Woman addicted to eating her own hair had to have a one foot HAIRBALL weighing a stone removed from her stomach
Cheltenham mum suffered agonising stomach pains after chewing her locks for six years
A MUM who was addicted to eating her own hair had a ONE FOOT hair ball weighing a STONE removed from her stomach.
Sophie Cox, 23, started yanking out her hair in her sleep and eating it as a teenager and was diagnosed with trichotillomania and trichophagia.
She progressed to pulling out her hair during the day, thinking it was nothing more than a harmless habit.
But, after falling pregnant with daughter Alice, she baffled doctors when she began to suffer from stomach pains and lost weight.
Two months after her baby was born, in October 2014, the pains became excruciating and left her doubled in agony.
The Cheltenham mum-of-one said: "By October 2015 I couldn't eat without vomiting and my stomach would swell up.
"I'd lost six stone in two years and dropped six dress sizes, taking me to a size 12.
"Doctors had no idea what was wrong with me, they tested me for gallstones and stomach cancer but found nothing.
"By then I was reliant on my partner Craig and family to look after Alice as I was in constant agony. I thought I was dying."
Finally, Sophie had an endoscopy at Cheltenham General Hospital where a small camera was passed down her throat and into her stomach.
It was then that doctors discovered the giant hairball.
Sophie said: "When they showed me the scan I was speechless. It looked like something from a horror film.
"The specialist hadn't seen anything like it in 30 years. It was too big to break down in my stomach, leaving me malnourished and dehydrated.
"Seven years-worth of my brunette locks were clumped together in my tummy and the hairball was growing by the day - it was killing me.

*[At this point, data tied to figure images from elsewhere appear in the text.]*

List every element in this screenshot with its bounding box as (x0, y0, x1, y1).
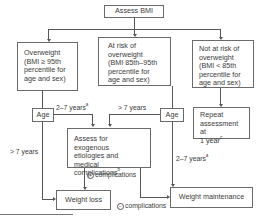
node-not-at-risk-line5: age and sex) (199, 79, 247, 88)
arrow-down-icon (91, 124, 95, 127)
connector (54, 114, 93, 115)
node-weight-maintenance: Weight maintenance (170, 187, 253, 208)
connector (220, 29, 221, 37)
connector (42, 122, 43, 199)
connector (92, 114, 93, 124)
plus-circle-icon: + (87, 172, 94, 179)
node-assess-bmi: Assess BMI (104, 5, 164, 18)
connector (134, 18, 135, 29)
node-repeat-assessment: Repeat assessment at 1 yearc (193, 107, 250, 139)
node-at-risk-line5: age and sex) (108, 76, 161, 85)
connector (140, 197, 167, 198)
node-at-risk: At risk of overweight (BMI 85th–95th per… (98, 37, 171, 86)
connector (172, 122, 173, 185)
footnote-divider (0, 214, 73, 215)
edge-label-plus-complications: +complications (87, 171, 136, 179)
edge-label-mid-gt-7-years: > 7 years (118, 104, 146, 112)
minus-circle-icon: − (117, 203, 124, 210)
node-assess-exogenous-line1: Assess for exogenous (74, 135, 144, 152)
edge-label-left-gt-7-years: > 7 years (10, 148, 38, 156)
edge-label-left-2-7-years: 2–7 yearsa (56, 104, 88, 112)
connector (48, 29, 49, 39)
connector (42, 199, 53, 200)
node-age-left: Age (32, 108, 54, 122)
connector (84, 168, 85, 187)
node-weight-maintenance-label: Weight maintenance (179, 193, 244, 202)
connector (172, 86, 173, 108)
connector (140, 168, 141, 197)
node-assess-exogenous-line2: etiologies and medical (74, 152, 144, 169)
node-repeat-line3: 1 yearc (200, 137, 243, 146)
arrow-down-icon (108, 124, 112, 127)
node-age-middle-label: Age (166, 111, 179, 120)
node-assess-bmi-label: Assess BMI (115, 7, 153, 16)
edge-label-minus-complications: −complications (117, 202, 166, 210)
node-weight-loss: Weight loss (56, 190, 111, 210)
connector (109, 114, 160, 115)
node-age-middle: Age (160, 108, 184, 122)
connector (109, 114, 110, 124)
node-not-at-risk: Not at risk of overweight (BMI < 85th pe… (192, 40, 254, 88)
node-weight-loss-label: Weight loss (65, 196, 102, 205)
node-age-left-label: Age (37, 111, 50, 120)
node-overweight: Overweight (BMI ≥ 95th percentile for ag… (17, 42, 78, 91)
node-assess-exogenous: Assess for exogenous etiologies and medi… (67, 128, 151, 168)
node-overweight-line4: age and sex) (24, 75, 71, 84)
edge-label-mid-2-7-years: 2–7 yearsa (176, 155, 208, 163)
connector (42, 91, 43, 108)
connector (220, 88, 221, 104)
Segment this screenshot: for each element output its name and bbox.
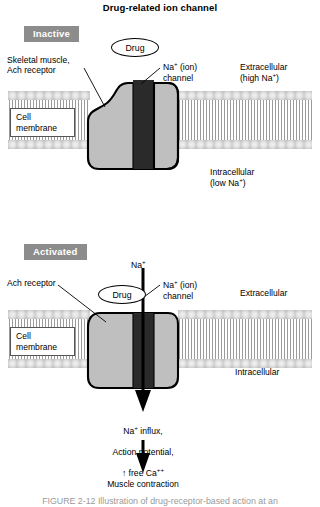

"It was 30cm long and weighed a stone, a huge mass of my hair clumped together with bile."
Sophie had to wait four months for surgery and in April the hairball - called a trichobezoar - was removed in a six-hour operation.
She said: "I felt instantly better when I woke up, even though I was sore and groggy.
"It was disgusting. I cried with relief that it was gone."
Sophie was a toddler when she first yanked her hair out and ate it but says her family wrote it off as 'a phase' because she stopped after a few months.
But in 2010, when she was 17, she noticed bald patches and realised she was pulling out her hair in her sleep.
She said: "I would wake in the night and find strands of hair in my mouth.
"I was so embarrassed I was ashamed to tell anyone or try and get help."
A year later the compulsions began to come during the daytime when she was “emotional, tired or stressed”.
She recalled: "If I was having a hard day I would absent-mindedly wrap a lock of hair round my fingers, tug it out, and then feel a satisfying pain shoot through my scalp.
"Then I'd stuff the strands into my mouth and feel instant relief.
"Friends would notice and slap my hands away from my head, but they thought it was a habit, not a condition.
"If I repressed the urge during the day I'd only pull out more clumps at night."
Sophie attempted to hide her bald patches with clip-in extensions but in 2013 her mum spotted them and insisted she saw a doctor.
Sophie said: "I was diagnosed with trichophagia and prescribed anxiety medication.
"It didn't work. I continued to rip my hair out, taking pleasure in the pain and in chewing it."
In March 2013 Sophie met partner Craig Saunders, 25, and for the first few months of their relationship managed to keep the illness a secret.
But when he asked her to stop wearing hair extensions she admitted the truth.
Sophie recalled: "When I explained my compulsion, like everyone else he struggled to understand it.
"But he promised he would do all he could to support me."
A few months after they met, Sophie she cut her hair short to limit the damage and says she was tugging and chewing it less.
But within a year after the birth of baby Alice she was becoming desperately ill.
Since the operation she is monitored regularly for hairballs and is on the waiting list to see a psychologist to work out the underlying cause of the condition.
She added: "I'm just so thankful the hairball was found before it was too late.
"Now I can get on with being a hands-on mum."